How It Works
Keystroke & Mouse Dynamics
Building a profile
During enrolment, each attempt produces a feature vector. After all required samples are collected, the profile stores the mean and standard deviation of each feature across attempts:
mean[i] = average of feature i across all enrolment samples
std[i] = standard deviation of feature i across all enrolment samples
Matching: normalised Manhattan distance
For a new sample, the distance to a stored profile is:
The floor prevents division by near-zero standard deviations when a feature is very consistent:
| Modality | Floor values |
|---|---|
| Keystroke dwell | 15 ms |
| Keystroke flight | 25 ms |
| Mouse movement time | 30 ms |
| Mouse click dwell | 15 ms |
| Mouse curvature | 0.03 |
Why this works: features with low variance (consistent behaviour) have a small std, so even a small deviation produces a large normalised distance. Consistent features are effectively weighted more heavily.
Converting distances to confidence
Distances are converted to confidence percentages using scaled softmax:
The negative sign means smaller distances → higher confidence. The softmax ensures all confidences sum to 100%.
The scale factor (default: 2.0) is configurable per modality via the Admin Panel. A higher value sharpens the separation — the best match receives a larger share of confidence relative to second-best. A lower value produces a flatter distribution when profiles are close together.
Face Recognition
Feature extraction
A TinyFace model detects 68 facial landmarks. 16 geometric ratios are computed from these landmarks (eye widths, nose proportions, mouth width, inter-feature distances), all normalised by face size to remove scale dependence.
Matching: cosine similarity
The similarity between an enrolment vector e and a sample vector s is:
A similarity of 1.0 means the vectors point in exactly the same direction (identical features). A similarity of 0.0 means they are orthogonal (completely different).
Similarities are normalised so they sum to 100% confidence across all enrolled profiles.
Voice Biometrics
Feature extraction
The browser records audio and computes a short-time Fourier transform (STFT) to produce a spectrogram. From the spectrogram, Mel-Frequency Cepstral Coefficients (MFCCs) are extracted per frame — 13 coefficients capturing the spectral envelope of the voice.
The enrolment profile is the mean MFCC vector across all frames of the recording.

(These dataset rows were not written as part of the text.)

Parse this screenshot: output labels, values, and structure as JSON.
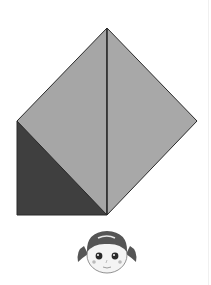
{
  "diagram": {
    "type": "origami-fold-step",
    "colors": {
      "background": "#ffffff",
      "paper_front": "#a6a6a6",
      "paper_back": "#3f3f3f",
      "outline": "#2a2a2a"
    },
    "shapes": {
      "left_face": "107,28 17,121 107,215",
      "right_face": "107,28 197,121 107,215",
      "dark_corner": "17,121 17,215 107,215",
      "center_crease": {
        "x1": 107,
        "y1": 28,
        "x2": 107,
        "y2": 215
      }
    }
  },
  "character": {
    "name": "girl-with-pigtails",
    "position": {
      "cx": 107,
      "cy": 253
    }
  }
}
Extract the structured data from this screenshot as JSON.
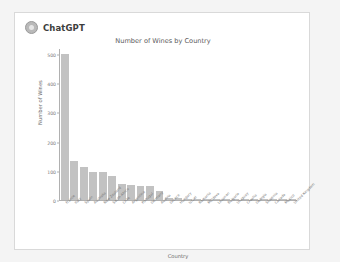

Matching: cosine similarity
Identification uses the same cosine similarity formula as face recognition, applied to the 13-element MFCC vectors.
Signature Dynamics
Feature extraction
Six scalar features are extracted from the stroke data:
| Feature | How computed |
|---|---|
| Duration | end_time − start_time in seconds |
| Path length | Sum of Euclidean distances between consecutive points, normalised by canvas diagonal |
| Average velocity | path_length / duration |
| Peak velocity | Maximum instantaneous speed between consecutive points |
| Stroke count | Number of pen-down events (mouse/touch down without up) |
| Direction-change rate | Count of direction reversals per second of drawing time |
Matching: weighted Euclidean distance
Features are normalised per dimension, then combined:
where scale[i] is a per-feature normalisation constant tuned to the expected range of each measurement, and w[i] is a feature weight (all currently equal). Distances are converted to confidence using softmax.